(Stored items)
--- START ---

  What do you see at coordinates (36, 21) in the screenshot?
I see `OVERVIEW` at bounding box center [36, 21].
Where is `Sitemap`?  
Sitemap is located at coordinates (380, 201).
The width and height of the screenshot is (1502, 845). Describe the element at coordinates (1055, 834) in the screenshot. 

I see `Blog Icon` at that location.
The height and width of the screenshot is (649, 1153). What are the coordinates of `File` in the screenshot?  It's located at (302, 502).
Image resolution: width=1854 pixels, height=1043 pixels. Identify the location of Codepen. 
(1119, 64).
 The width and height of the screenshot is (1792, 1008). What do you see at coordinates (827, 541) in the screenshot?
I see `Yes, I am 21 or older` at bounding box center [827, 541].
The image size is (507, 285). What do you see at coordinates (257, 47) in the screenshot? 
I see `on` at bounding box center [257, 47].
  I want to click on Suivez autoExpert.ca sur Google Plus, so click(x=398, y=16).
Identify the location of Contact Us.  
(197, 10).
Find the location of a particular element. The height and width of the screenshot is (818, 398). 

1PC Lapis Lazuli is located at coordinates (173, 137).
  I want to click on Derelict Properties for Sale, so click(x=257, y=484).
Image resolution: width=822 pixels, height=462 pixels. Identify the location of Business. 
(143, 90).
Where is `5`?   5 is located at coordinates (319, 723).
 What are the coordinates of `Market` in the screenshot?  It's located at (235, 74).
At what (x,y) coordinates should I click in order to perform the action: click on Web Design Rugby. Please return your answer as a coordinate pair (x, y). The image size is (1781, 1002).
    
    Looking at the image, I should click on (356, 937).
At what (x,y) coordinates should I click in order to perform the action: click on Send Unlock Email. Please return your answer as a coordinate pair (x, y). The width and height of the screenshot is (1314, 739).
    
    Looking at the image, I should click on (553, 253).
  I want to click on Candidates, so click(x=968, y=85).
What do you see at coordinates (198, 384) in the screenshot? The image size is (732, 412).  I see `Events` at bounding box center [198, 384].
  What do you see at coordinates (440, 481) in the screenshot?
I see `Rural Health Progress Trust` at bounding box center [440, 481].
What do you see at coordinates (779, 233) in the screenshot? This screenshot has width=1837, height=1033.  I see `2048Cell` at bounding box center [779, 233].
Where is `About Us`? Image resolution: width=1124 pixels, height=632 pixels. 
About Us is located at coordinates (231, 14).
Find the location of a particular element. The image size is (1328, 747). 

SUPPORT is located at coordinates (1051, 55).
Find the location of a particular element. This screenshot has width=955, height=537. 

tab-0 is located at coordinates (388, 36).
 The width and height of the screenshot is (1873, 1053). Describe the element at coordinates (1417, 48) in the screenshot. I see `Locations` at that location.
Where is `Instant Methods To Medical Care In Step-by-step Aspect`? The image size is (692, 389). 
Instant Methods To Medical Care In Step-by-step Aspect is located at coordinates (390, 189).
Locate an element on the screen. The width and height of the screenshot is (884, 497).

--- END ---

**Work to complete:**
Look back at the data above. Transcribe exactly the lines starting at the line that contains "The width and height of the screenshot is (1502, 845)." and ending at the line that contains "The height and width of the screenshot is (649, 1153).".

**Problem solution:**
The width and height of the screenshot is (1502, 845). Describe the element at coordinates (1055, 834) in the screenshot. 

I see `Blog Icon` at that location.
The height and width of the screenshot is (649, 1153). What are the coordinates of `File` in the screenshot?  It's located at (302, 502).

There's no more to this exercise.